UNDERCOVER GIRL (Joseph Pevney, 1950, USA)

 

A narcotics squad Detective gets the gift of graft to the tune of ten grand, so he trades the wad of green for two slugs of hot lead. Joseph Pevney blocks and paces this noir efficiently which allows the DP Carl Guthrie free reign in his low angle, deep focus compositions (which often use mirrored two shot conversations), and lights with tense use of low key.

Det. Miller (Regis Toomey) is a career cop whose debt now outweighs his income, so he takes a bribe to look the other way when a shipment of some unnamed drugs (heroin) leaves the Big Apple for the City of Angels. Turns out, his debt was accrued in order to send his daughter Christine (Alexis Smith) to college, but she has since joined the police force, as opposed to some office job in a big law firm. Now, his daughter vows to bring the man who murdered her father to Justice, using jujitsu, her feminine intuition, and her father’s service revolver (the one he was fucking murder with!) to accomplish the task...with extreme prejudice. She’ll have to battle her fiancé’s patronizing attitudes, junkies, a corrupt Doctor, a hulking hit man in a steel neck-brace, her cohort’s bellicose affections, before facing her target femme-a-mano.
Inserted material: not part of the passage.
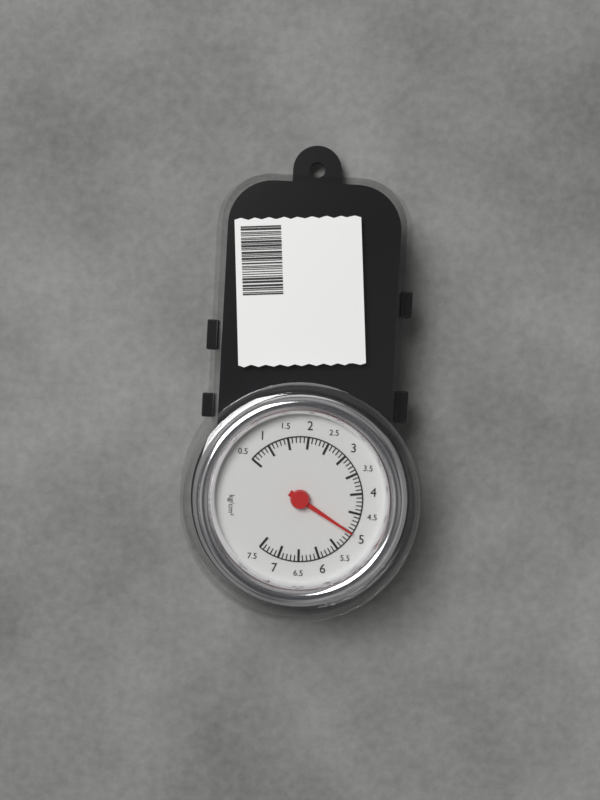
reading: 5.0 kg/cm²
This is a surprisingly brutal film in its portrayal of casual violence. The film begins with a man trapped in a pedestrian tunnel by three thugs, one wearing a steel neck-brace (ala Peter Lorre in MAD LOVE). This is filmed in deep shadow and cut to low angle close-ups basked in low key lighting, which ends with an over-the-shoulder shot of the killer stabbing the victim multiple times. The only word the killer mutters is “stoolie”. Minutes later, as the unnamed victim lies dying, a Detective hovers over him trying to hear his last breath as he gasps the name of a corrupt NYC detective who’s in on the racket. What an opening sequence! Other things to note: We get Royal Dano as a low-level junkie whose aspirations lead him to aspirate for the final time, a sad-sack drunken woman who plunges to her death, a cop murdered at point blank range with his own revolver, a gunfight in an old dark house, but more importantly a feminist action film that is mostly from our protagonist’s perspective. Her square-jawed partner Lt. Trent (Scott Brady) may be stuck with contemporary patriarchal values, but he soon begins treating her as an equal and valuing her initiative. Though it builds a love interest between the two in the final reel, it doesn’t descend into melodrama. The last lines sell the story short as the music swells towards a conjoining of emotions, but it still doesn’t diminish her accomplishments.

The title is condescending by reducing the protagonist, a strong willed, determined and intelligent woman to a childish caricature, as if she is nothing more than her sex. If the story were about Lt. Trent, I’m sure this wouldn’t be called UNDERCOVER BOY. I posit that a better title would have been UNDERCOVER HEROINE, as it describes her strident demeanor and alludes to the specific narcotic being secreted.